Jeff is being tongue-in-cheek here but I think that in the post-print-apocalypse future he envisions it is more likely that tattoo artists will become the new publishers. Like Robert Mitchum in Night of the Hunter with L-O-V-E and H-A-T-E tattooed on his knuckles or Queequeg in Moby Dick, people will still need some outward display or insignia to warn or show strangers their affiliations. Since most people in Jeff’s dystopic future will be unable to read they will see letters more as symbols and literate tattoo artists/authors can ink whatever prose or poetry suit their sensibilities. Of course, if most of humanity has becomes cannibalistic then we are talking about ephemeral editions – or, in some cases, imprinted skin can be saved like parchment, which can also be boiled down into soup stock if times really get hard.
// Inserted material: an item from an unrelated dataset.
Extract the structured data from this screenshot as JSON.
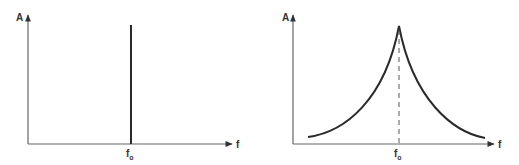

NOT too long ago I was looking through some old Ace Books anthologies from the 1960’s. I noticed that quite a few had interior black and white illustration. This seemed a common practice back then, but is rarely done these days. Indeed, Harlan Ellison went out of his way to get Leo and Diane Dillon to do header illustrations for every story in his first Dangerous Visions book published in 1967. For the second DV volume he had artist and film-maker Ed Emshwiller doing the artistic honors. I always thought the black and white illustrations added much to the appeal of these books. At Ace Jack Gaughan did interior black and white drawings for many of the annual World’s Best Science Fiction series published during the decade. Nowadays a publisher like Fantagraphic Books (better known for it graphic novels) will put out a book that is mostly text and includes some illustrations, but in general illustrated books has been abandon by most non-children’s book publishers.
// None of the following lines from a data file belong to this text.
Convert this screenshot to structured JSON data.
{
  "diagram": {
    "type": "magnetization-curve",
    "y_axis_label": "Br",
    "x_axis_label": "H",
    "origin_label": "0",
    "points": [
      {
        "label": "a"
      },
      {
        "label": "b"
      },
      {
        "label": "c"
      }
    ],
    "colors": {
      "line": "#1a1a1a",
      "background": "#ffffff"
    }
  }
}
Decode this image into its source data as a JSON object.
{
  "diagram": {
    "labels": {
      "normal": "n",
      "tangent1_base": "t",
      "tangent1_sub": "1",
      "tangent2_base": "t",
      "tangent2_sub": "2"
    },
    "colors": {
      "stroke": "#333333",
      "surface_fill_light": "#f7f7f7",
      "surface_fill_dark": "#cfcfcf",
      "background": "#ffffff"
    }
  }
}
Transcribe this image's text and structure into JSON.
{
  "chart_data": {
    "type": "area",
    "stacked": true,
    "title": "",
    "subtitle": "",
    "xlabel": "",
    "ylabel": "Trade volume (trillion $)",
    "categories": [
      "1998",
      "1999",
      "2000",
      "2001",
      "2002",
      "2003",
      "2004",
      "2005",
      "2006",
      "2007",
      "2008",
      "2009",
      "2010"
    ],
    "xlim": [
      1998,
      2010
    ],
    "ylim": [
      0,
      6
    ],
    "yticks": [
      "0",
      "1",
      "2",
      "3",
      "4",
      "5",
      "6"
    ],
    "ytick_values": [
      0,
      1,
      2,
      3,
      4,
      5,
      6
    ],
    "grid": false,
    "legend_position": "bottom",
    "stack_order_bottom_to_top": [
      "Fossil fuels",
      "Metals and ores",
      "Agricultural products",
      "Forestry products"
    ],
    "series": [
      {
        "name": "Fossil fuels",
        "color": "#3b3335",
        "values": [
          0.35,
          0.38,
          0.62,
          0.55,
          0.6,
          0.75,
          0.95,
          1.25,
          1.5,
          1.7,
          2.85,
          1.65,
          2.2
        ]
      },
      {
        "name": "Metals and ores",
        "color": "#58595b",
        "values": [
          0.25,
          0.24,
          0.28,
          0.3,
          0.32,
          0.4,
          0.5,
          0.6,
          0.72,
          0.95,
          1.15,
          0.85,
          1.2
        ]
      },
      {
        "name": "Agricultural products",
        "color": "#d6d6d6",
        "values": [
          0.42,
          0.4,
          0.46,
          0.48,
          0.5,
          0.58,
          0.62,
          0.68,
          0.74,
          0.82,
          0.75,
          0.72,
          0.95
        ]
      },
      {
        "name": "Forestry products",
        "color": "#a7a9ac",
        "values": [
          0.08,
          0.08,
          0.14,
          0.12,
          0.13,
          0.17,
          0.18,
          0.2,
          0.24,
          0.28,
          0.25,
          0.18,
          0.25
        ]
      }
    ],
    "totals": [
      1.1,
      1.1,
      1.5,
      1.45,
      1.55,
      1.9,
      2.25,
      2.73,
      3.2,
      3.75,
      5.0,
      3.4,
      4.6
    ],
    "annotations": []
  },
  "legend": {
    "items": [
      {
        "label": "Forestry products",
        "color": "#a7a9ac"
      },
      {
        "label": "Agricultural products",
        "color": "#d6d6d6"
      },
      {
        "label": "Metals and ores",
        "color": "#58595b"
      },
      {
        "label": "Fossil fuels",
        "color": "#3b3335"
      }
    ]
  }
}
I find I miss this practice in many of the anthologies I read today and so when presented with the opportunity to design the book jacket for Mike Ashley’s collection of vintage science fiction (Steampunk Prime) I decided to follow in the footsteps of the Dillons, Emsh, and Gaughan, and create 16 story illos for the book. I have been doing advertising art for so long that I had forgotten how exhilarating it was to actual create illustrative art not geared to pleasing marketing people and focus groups. I hope to do more interior illustrations for other books in the future.
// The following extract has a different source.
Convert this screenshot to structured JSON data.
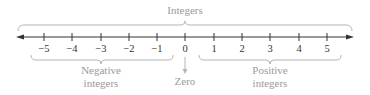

And if Harlan Ellison ever gets around to doing the Last Dangerous Visions – which he has been working on for many years now – I would love to design the book jacket and illustrate every story.
(Illustration: Luis Ortiz, from Steampunk Prime)
WELCOME to NonstopID, our brand new info, news, and whatever blog. After talking about doing one for a while now we thought it was about time we jumped in. On this page, you’ll hear mostly from Nonstop Press Senior Editor Luis Ortiz (me), and also from some special guests. I also hope to hear what you, our readers, have to say.